China pushes humanoid robots from demos to real work
China wants to put more than 10,000 humanoid robots into commercial use by the end of 2026, a national goal aimed at moving the machines from staged demonstrations into factories, warehouses, hospitals, restaurants and emergency-response sites.
The target was outlined in a June notice from the Ministry of Industry and Information Technology and the state asset regulator, and reported by Caixin Global. The plan calls for humanoid robots and other “embodied intelligence” products to complete application testing and begin regular deployment in a first group of representative settings by year’s end.
Officials said the program will focus on more than 100 high-value use cases, including manufacturing, inspection, maintenance, logistics, retail, medical care, elderly care, workplace safety, emergency rescue and disaster prevention. Provinces and major state-owned companies are being asked to identify real operating sites where robots can be trained, tested and judged against practical measures such as task success, efficiency, safety and cost.
The initiative reflects Beijing’s effort to turn humanoid robotics into another pillar of advanced manufacturing. China already dominates the broader industrial robotics market. The International Federation of Robotics said China had more than 2 million industrial robots operating in factories in 2024 and installed 295,000 units that year, accounting for 54% of global demand.
Deployment drive tests cost, safety and reliability
Humanoid robots have attracted heavy investment because their humanlike shape could allow them to work in spaces designed for people, from assembly lines and stockrooms to service counters.

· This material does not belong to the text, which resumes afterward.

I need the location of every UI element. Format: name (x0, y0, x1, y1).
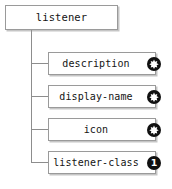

But the technology remains difficult to commercialize. Robots must handle varied objects, move safely around people, operate for long shifts and prove cheaper or more useful than existing automation.
China’s plan is designed to confront those limits by creating real-world training environments. The government notice calls for companies, research institutes, component suppliers and users to form joint groups for each scenario. Those groups are expected to develop task-specific skills, gather machine data, improve motion-control algorithms and refine hardware such as actuators, sensors and batteries.
The program also encourages “humanoid robot as a service” models, including leasing and pay-per-use arrangements, to reduce upfront costs for customers. Officials said qualified projects could receive support through policy, standards work, financing, insurance and government incentives.
Several Chinese companies are already racing to claim early markets. Startups and established manufacturers, including robotics firms backed by automakers and logistics companies, have shown humanoids carrying boxes, sorting goods and performing basic factory tasks. State media has reported deployments in logistics centers, while automakers have tested humanoids for industrial-assistant roles.
The push carries political and economic stakes. China is trying to offset a shrinking workforce, raise factory productivity and strengthen domestic supply chains in artificial intelligence, advanced components and robotics. It also wants to generate the large volumes of real operating data needed to improve embodied AI systems.
Still, the 10,000-unit goal will be a test of whether humanoid robots can move beyond eye-catching videos. Analysts say early deployments are likely to be narrow, repetitive and closely supervised. The broader question is whether China can make the machines reliable enough, and cheap enough, for routine work at scale.